James S. Burling: Well, property is subject to this trend, and this is the idea of making new home buyers pay exorbitant fees to build a new home. We had a case just the last term or the term before at the Supreme Court. Yeah, last term at the Supreme Court where George Sheets was told to pay $24,000 to put on 10 acres of land, a manufactured home of 1800 square feet. And the fee was for transportation improvement in the county. It was way out of whack with any demand that he caused. But in California, their fees are between 20 to $156,000 per housing unit. I mean, these are extraordinarily costs that are put on the people that have not yet moved into a community and were who don't vote for taxes. So if you put a stop on that kind of thing, and the Supreme Court's opinion in the George Sheets case will go a long way toward that because we won. The court said, you can't do that. That will require the city to look at itself. Do we really need to have these infrastructure improvements? And if we do, taxpayers across the board should pay for it. And then the politicians who think these are good projects will be accountable. The taxpayers don't think we need this project. They won't have the taxes raised for it. It won't happen. But simply putting the cost on a certain segment of society, especially those who have not yet moved into a community, is blatantly unfair and I think largely unconstitutional.

 

Edith Harold: Well, thank you so much. I'll just open it to both you and Professor Claeys for any final comments.

 

Prof. Eric Claeys: I want to congratulate Jim on the publication of his book and I hope everyone in the audience runs out and buys a copy or runs to the computer and downloads one on Amazon.

 

James S. Burling: That's right. And the book is, of course, "Nowhere to Live, The Hidden Story of America's Housing Crisis." It's in bookstores, well, not at bookstores everywhere yet, but it certainly is on Amazon, Barnes & Noble. But I think you would like it because it is an interesting read. It's not written with tons of legal jargon and legalese. There are a lot of endnotes, but you don't have to read the endnotes if you don't want to. My publisher said, don't have footnotes, have endnotes.

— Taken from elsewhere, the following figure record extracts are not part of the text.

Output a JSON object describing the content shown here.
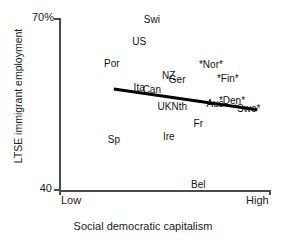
{
  "chart_data": {
    "type": "scatter",
    "title": "",
    "xlabel": "Social democratic capitalism",
    "ylabel": "LTSE immigrant employment",
    "xlim": [
      "Low",
      "High"
    ],
    "ylim": [
      40,
      70
    ],
    "grid": false,
    "legend": "none",
    "marker_style": "text-labels-only",
    "y_ticks": [
      {
        "label": "70%",
        "value": 70
      },
      {
        "label": "40",
        "value": 40
      }
    ],
    "x_ticks": [
      {
        "label": "Low",
        "value": 0
      },
      {
        "label": "High",
        "value": 1
      }
    ],
    "points": [
      {
        "label": "Swi",
        "x": 0.44,
        "y": 69.6
      },
      {
        "label": "US",
        "x": 0.38,
        "y": 65.8
      },
      {
        "label": "Por",
        "x": 0.25,
        "y": 61.9
      },
      {
        "label": "*Nor*",
        "x": 0.72,
        "y": 61.8
      },
      {
        "label": "NZ",
        "x": 0.52,
        "y": 59.9
      },
      {
        "label": "Ger",
        "x": 0.56,
        "y": 59.1
      },
      {
        "label": "*Fin*",
        "x": 0.8,
        "y": 59.3
      },
      {
        "label": "Ita",
        "x": 0.38,
        "y": 57.8
      },
      {
        "label": "Can",
        "x": 0.44,
        "y": 57.4
      },
      {
        "label": "Aus",
        "x": 0.74,
        "y": 55.0
      },
      {
        "label": "*Den*",
        "x": 0.82,
        "y": 55.6
      },
      {
        "label": "*Swe*",
        "x": 0.89,
        "y": 54.2
      },
      {
        "label": "UK",
        "x": 0.5,
        "y": 54.4
      },
      {
        "label": "Nth",
        "x": 0.57,
        "y": 54.4
      },
      {
        "label": "Fr",
        "x": 0.66,
        "y": 51.5
      },
      {
        "label": "Ire",
        "x": 0.52,
        "y": 49.2
      },
      {
        "label": "Sp",
        "x": 0.26,
        "y": 48.7
      },
      {
        "label": "Bel",
        "x": 0.66,
        "y": 40.8
      }
    ],
    "trend_line": {
      "type": "linear-fit",
      "x_start": 0.26,
      "y_start": 57.6,
      "x_end": 0.94,
      "y_end": 54.0,
      "slope_direction": "negative",
      "color": "#000000"
    }
  },
  "axes": {
    "y_title": "LTSE immigrant employment",
    "x_title": "Social democratic capitalism",
    "y_top_label": "70%",
    "y_bottom_label": "40",
    "x_left_label": "Low",
    "x_right_label": "High"
  }
}
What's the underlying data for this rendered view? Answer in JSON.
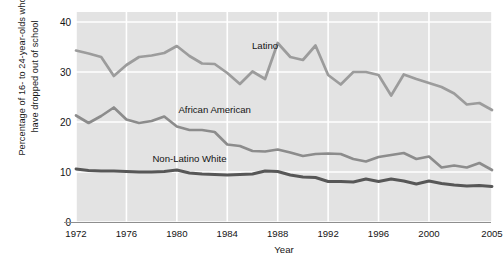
{
  "chart_data": {
    "type": "line",
    "title": "",
    "xlabel": "Year",
    "ylabel": "Percentage of 16- to 24-year-olds who have dropped out of school",
    "ylabel_line1": "Percentage of 16- to 24-year-olds who",
    "ylabel_line2": "have dropped out of school",
    "xlim": [
      1972,
      2005
    ],
    "ylim": [
      0,
      42
    ],
    "yticks": [
      0,
      10,
      20,
      30,
      40
    ],
    "ytick_labels": [
      "0",
      "10",
      "20",
      "30",
      "40"
    ],
    "xticks": [
      1972,
      1976,
      1980,
      1984,
      1988,
      1992,
      1996,
      2000,
      2005
    ],
    "xtick_labels": [
      "1972",
      "1976",
      "1980",
      "1984",
      "1988",
      "1992",
      "1996",
      "2000",
      "2005"
    ],
    "grid": true,
    "grid_color": "#ffffff",
    "plot_background": "#e3e3e3",
    "legend": "inline-labels",
    "x": [
      1972,
      1973,
      1974,
      1975,
      1976,
      1977,
      1978,
      1979,
      1980,
      1981,
      1982,
      1983,
      1984,
      1985,
      1986,
      1987,
      1988,
      1989,
      1990,
      1991,
      1992,
      1993,
      1994,
      1995,
      1996,
      1997,
      1998,
      1999,
      2000,
      2001,
      2002,
      2003,
      2004,
      2005
    ],
    "series": [
      {
        "name": "Latino",
        "color": "#9c9c9c",
        "label_x": 1987,
        "label_y": 35.4,
        "values": [
          34.3,
          33.7,
          33.0,
          29.2,
          31.4,
          33.0,
          33.3,
          33.8,
          35.2,
          33.2,
          31.7,
          31.6,
          29.8,
          27.6,
          30.1,
          28.6,
          35.8,
          33.0,
          32.4,
          35.3,
          29.4,
          27.5,
          30.0,
          30.0,
          29.4,
          25.3,
          29.5,
          28.6,
          27.8,
          27.0,
          25.7,
          23.5,
          23.8,
          22.4
        ]
      },
      {
        "name": "African American",
        "color": "#8c8c8c",
        "label_x": 1983,
        "label_y": 22.6,
        "values": [
          21.3,
          19.8,
          21.2,
          22.9,
          20.5,
          19.8,
          20.2,
          21.1,
          19.1,
          18.4,
          18.4,
          18.0,
          15.5,
          15.2,
          14.2,
          14.1,
          14.5,
          13.9,
          13.2,
          13.6,
          13.7,
          13.6,
          12.6,
          12.1,
          13.0,
          13.4,
          13.8,
          12.6,
          13.1,
          10.9,
          11.3,
          10.9,
          11.8,
          10.4
        ]
      },
      {
        "name": "Non-Latino White",
        "color": "#575757",
        "label_x": 1981,
        "label_y": 12.8,
        "values": [
          10.6,
          10.3,
          10.2,
          10.2,
          10.1,
          10.0,
          10.0,
          10.1,
          10.4,
          9.8,
          9.6,
          9.5,
          9.4,
          9.5,
          9.6,
          10.2,
          10.1,
          9.4,
          9.0,
          8.9,
          8.1,
          8.1,
          8.0,
          8.6,
          8.1,
          8.6,
          8.2,
          7.6,
          8.2,
          7.7,
          7.4,
          7.2,
          7.3,
          7.1
        ]
      }
    ]
  }
}
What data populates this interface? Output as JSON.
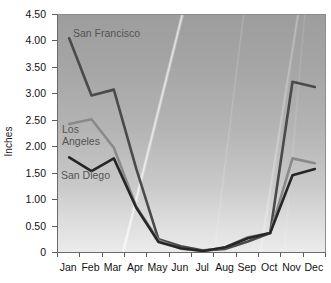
{
  "chart_data": {
    "type": "line",
    "title": "",
    "xlabel": "",
    "ylabel": "Inches",
    "categories": [
      "Jan",
      "Feb",
      "Mar",
      "Apr",
      "May",
      "Jun",
      "Jul",
      "Aug",
      "Sep",
      "Oct",
      "Nov",
      "Dec"
    ],
    "ylim": [
      0,
      4.5
    ],
    "ytick_labels": [
      "4.50",
      "4.00",
      "3.50",
      "3.00",
      "2.50",
      "2.00",
      "1.50",
      "1.00",
      "0.50",
      "0"
    ],
    "ytick_values": [
      4.5,
      4.0,
      3.5,
      3.0,
      2.5,
      2.0,
      1.5,
      1.0,
      0.5,
      0
    ],
    "grid": false,
    "legend_position": "inline-annotations",
    "series": [
      {
        "name": "San Francisco",
        "color": "#4a4a4a",
        "values": [
          4.04,
          2.96,
          3.07,
          1.58,
          0.24,
          0.11,
          0.03,
          0.06,
          0.2,
          0.36,
          3.22,
          3.12
        ]
      },
      {
        "name": "Los Angeles",
        "color": "#8a8a8a",
        "values": [
          2.42,
          2.51,
          1.97,
          0.86,
          0.22,
          0.06,
          0.02,
          0.09,
          0.28,
          0.36,
          1.77,
          1.68
        ]
      },
      {
        "name": "San Diego",
        "color": "#262626",
        "values": [
          1.79,
          1.53,
          1.77,
          0.84,
          0.19,
          0.07,
          0.02,
          0.09,
          0.26,
          0.36,
          1.45,
          1.57
        ]
      }
    ]
  },
  "annotations": {
    "san_francisco": "San Francisco",
    "los_angeles": "Los\nAngeles",
    "san_diego": "San Diego"
  },
  "colors": {
    "san_francisco_line": "#4a4a4a",
    "los_angeles_line": "#8a8a8a",
    "san_diego_line": "#262626",
    "axis": "#6a6a6a",
    "text": "#111111",
    "annotation_text": "#545454"
  }
}
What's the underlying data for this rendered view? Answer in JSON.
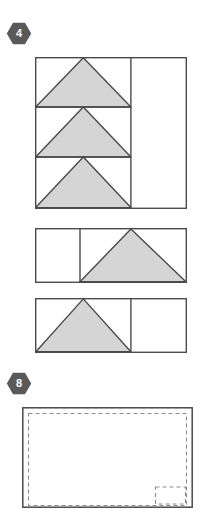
{
  "page": {
    "width": 206,
    "height": 499,
    "background": "#ffffff"
  },
  "style": {
    "stroke_color": "#4a4a4a",
    "fill_shaded": "#d5d5d5",
    "fill_empty": "#ffffff",
    "badge_color": "#595959",
    "badge_text_color": "#ffffff",
    "dashed_color": "#8c8c8c",
    "stroke_width": 1.4
  },
  "badges": [
    {
      "id": "badge-4",
      "label": "4",
      "x": 6,
      "y": 22,
      "shape": "hexagon"
    },
    {
      "id": "badge-8",
      "label": "8",
      "x": 6,
      "y": 372,
      "shape": "hexagon"
    }
  ],
  "figures": [
    {
      "id": "figure-1",
      "name": "square-three-stacked-triangles",
      "x": 35,
      "y": 57,
      "width": 151,
      "height": 151,
      "vertical_divider_x": 96,
      "row_divider_ys": [
        50,
        100
      ],
      "cells": [
        {
          "name": "top-left-cell",
          "shaded": true,
          "shape": "triangle-up"
        },
        {
          "name": "middle-left-cell",
          "shaded": true,
          "shape": "triangle-up"
        },
        {
          "name": "bottom-left-cell",
          "shaded": true,
          "shape": "triangle-up"
        },
        {
          "name": "right-column-cell",
          "shaded": false,
          "shape": "rectangle"
        }
      ]
    },
    {
      "id": "figure-2",
      "name": "rectangle-empty-left-triangle-right",
      "x": 35,
      "y": 228,
      "width": 151,
      "height": 54,
      "vertical_divider_x": 45,
      "cells": [
        {
          "name": "left-cell",
          "shaded": false,
          "shape": "rectangle"
        },
        {
          "name": "right-cell",
          "shaded": true,
          "shape": "triangle-up"
        }
      ]
    },
    {
      "id": "figure-3",
      "name": "rectangle-triangle-left-empty-right",
      "x": 35,
      "y": 298,
      "width": 151,
      "height": 54,
      "vertical_divider_x": 96,
      "cells": [
        {
          "name": "left-cell",
          "shaded": true,
          "shape": "triangle-up"
        },
        {
          "name": "right-cell",
          "shaded": false,
          "shape": "rectangle"
        }
      ]
    },
    {
      "id": "figure-4",
      "name": "rectangle-with-dashed-inset-and-corner-box",
      "x": 22,
      "y": 407,
      "width": 170,
      "height": 100,
      "inset": 6,
      "corner_box": {
        "name": "corner-dashed-box",
        "width": 30,
        "height": 16,
        "right_offset": 6,
        "bottom_offset": 6
      }
    }
  ]
}
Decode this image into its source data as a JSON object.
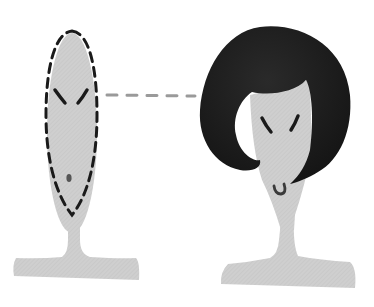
{
  "illustration": {
    "description": "Two mannequin-head stands: left with dashed oval face outline, right wearing a black bob wig",
    "colors": {
      "background": "#ffffff",
      "stand_fill": "#cfcfcf",
      "outline": "#1a1a1a",
      "hair": "#1c1c1c",
      "connector": "#9a9a9a"
    },
    "left_figure": {
      "label": "oval-face-outline",
      "features": [
        "eyebrows",
        "mouth-dot"
      ]
    },
    "right_figure": {
      "label": "face-with-bob-hairstyle",
      "features": [
        "eyebrows",
        "hooked-mouth",
        "bob-hair"
      ]
    },
    "connector": {
      "style": "dashed",
      "from": "left-face",
      "to": "right-hair"
    }
  }
}
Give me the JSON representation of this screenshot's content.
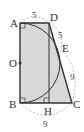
{
  "diagram": {
    "points": {
      "A": "A",
      "B": "B",
      "C": "C",
      "D": "D",
      "E": "E",
      "H": "H",
      "O": "O"
    },
    "lengths": {
      "AD": "5",
      "DE": "5",
      "EC": "9",
      "BC": "9"
    },
    "colors": {
      "fill": "#d9d9d9",
      "stroke": "#333333",
      "dashed": "#999999"
    }
  }
}
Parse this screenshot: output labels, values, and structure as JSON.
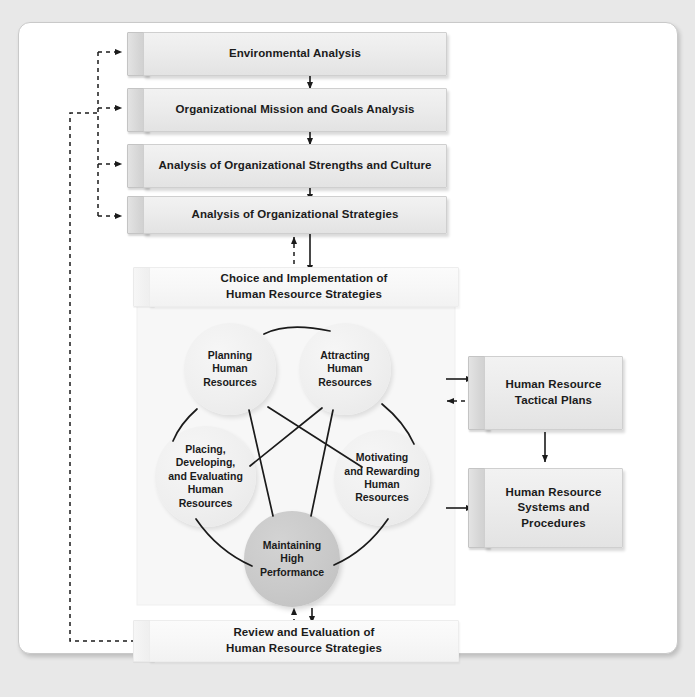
{
  "diagram": {
    "colors": {
      "page_background": "#e8e8e8",
      "canvas_background": "#ffffff",
      "box_face": "#ececec",
      "box_tab": "#d4d4d4",
      "panel_background": "#f7f7f7",
      "circle_light": "#efefef",
      "circle_dark": "#c9c9c9",
      "line": "#1b1b1b",
      "text": "#1b1b1b"
    }
  },
  "process_steps": [
    {
      "id": "environmental-analysis",
      "label": "Environmental Analysis"
    },
    {
      "id": "mission-goals-analysis",
      "label": "Organizational Mission and Goals Analysis"
    },
    {
      "id": "strengths-culture-analysis",
      "label": "Analysis of Organizational Strengths and Culture"
    },
    {
      "id": "strategies-analysis",
      "label": "Analysis of Organizational Strategies"
    }
  ],
  "choice_box": {
    "id": "choice-implementation",
    "line1": "Choice and Implementation of",
    "line2": "Human Resource Strategies"
  },
  "review_box": {
    "id": "review-evaluation",
    "line1": "Review and Evaluation of",
    "line2": "Human Resource Strategies"
  },
  "circles": [
    {
      "id": "planning-human-resources",
      "style": "light",
      "lines": [
        "Planning",
        "Human",
        "Resources"
      ]
    },
    {
      "id": "attracting-human-resources",
      "style": "light",
      "lines": [
        "Attracting",
        "Human",
        "Resources"
      ]
    },
    {
      "id": "placing-developing-evaluating-human-resources",
      "style": "light",
      "lines": [
        "Placing,",
        "Developing,",
        "and Evaluating",
        "Human",
        "Resources"
      ]
    },
    {
      "id": "motivating-rewarding-human-resources",
      "style": "light",
      "lines": [
        "Motivating",
        "and Rewarding",
        "Human",
        "Resources"
      ]
    },
    {
      "id": "maintaining-high-performance",
      "style": "dark",
      "lines": [
        "Maintaining",
        "High",
        "Performance"
      ]
    }
  ],
  "output_boxes": [
    {
      "id": "hr-tactical-plans",
      "line1": "Human Resource",
      "line2": "Tactical Plans",
      "line3": ""
    },
    {
      "id": "hr-systems-procedures",
      "line1": "Human Resource",
      "line2": "Systems and",
      "line3": "Procedures"
    }
  ],
  "connectors": {
    "solid_flow": "solid arrow",
    "feedback": "dashed feedback arrow"
  }
}
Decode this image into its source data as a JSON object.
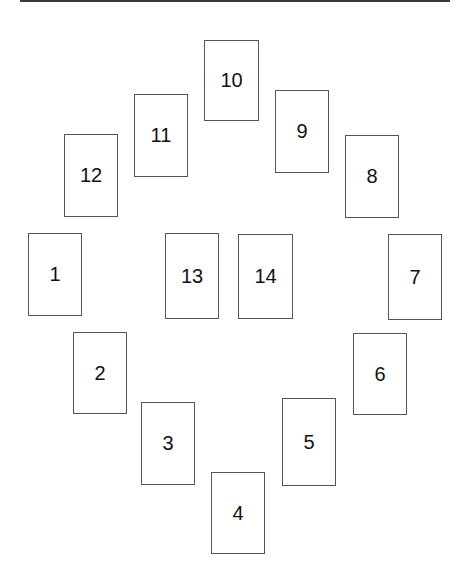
{
  "diagram": {
    "title": "",
    "cards": [
      {
        "label": "1",
        "x": 28,
        "y": 233,
        "w": 54,
        "h": 83
      },
      {
        "label": "2",
        "x": 73,
        "y": 332,
        "w": 54,
        "h": 82
      },
      {
        "label": "3",
        "x": 141,
        "y": 402,
        "w": 54,
        "h": 83
      },
      {
        "label": "4",
        "x": 211,
        "y": 472,
        "w": 54,
        "h": 82
      },
      {
        "label": "5",
        "x": 282,
        "y": 398,
        "w": 54,
        "h": 88
      },
      {
        "label": "6",
        "x": 353,
        "y": 333,
        "w": 54,
        "h": 82
      },
      {
        "label": "7",
        "x": 388,
        "y": 234,
        "w": 54,
        "h": 86
      },
      {
        "label": "8",
        "x": 345,
        "y": 135,
        "w": 54,
        "h": 83
      },
      {
        "label": "9",
        "x": 275,
        "y": 90,
        "w": 54,
        "h": 83
      },
      {
        "label": "10",
        "x": 204,
        "y": 40,
        "w": 55,
        "h": 81
      },
      {
        "label": "11",
        "x": 134,
        "y": 94,
        "w": 54,
        "h": 83
      },
      {
        "label": "12",
        "x": 64,
        "y": 134,
        "w": 54,
        "h": 83
      },
      {
        "label": "13",
        "x": 165,
        "y": 233,
        "w": 54,
        "h": 86
      },
      {
        "label": "14",
        "x": 238,
        "y": 234,
        "w": 55,
        "h": 85
      }
    ]
  }
}
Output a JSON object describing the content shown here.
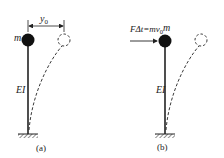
{
  "figure_a": {
    "caption": "(a)",
    "mass_label": "m",
    "stiffness_label": "EI",
    "displacement_label": "y",
    "displacement_subscript": "0"
  },
  "figure_b": {
    "caption": "(b)",
    "mass_label": "m",
    "stiffness_label": "EI",
    "impulse_label": "FΔt=mv",
    "impulse_subscript": "0"
  },
  "colors": {
    "line": "#222222",
    "background": "#ffffff"
  }
}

So it is very readable. It's entertaining, and I think everybody who's read it tells you they've learned a few things from it. So please buy the book. You'll learn something. And hopefully, more importantly than just buying the book to satisfy my ego, you'll understand what we can do to get out of the housing crisis and start to work towards a regime that respects property rates greater than we respect them today.

 

Edith Harold: Great. Well, on behalf of the Federalist Society, thank you so much to Jim Burling for speaking about your new and important book today, and Professor Claeys for moderating. We're so grateful for your time and expertise. Thank you also to our audience for joining us. We really appreciate your active participation. You can stay up to date with announcements and upcoming webinars on our website fedsoc.org or on all major social media platforms. Thank you once more for tuning in and we are adjourned.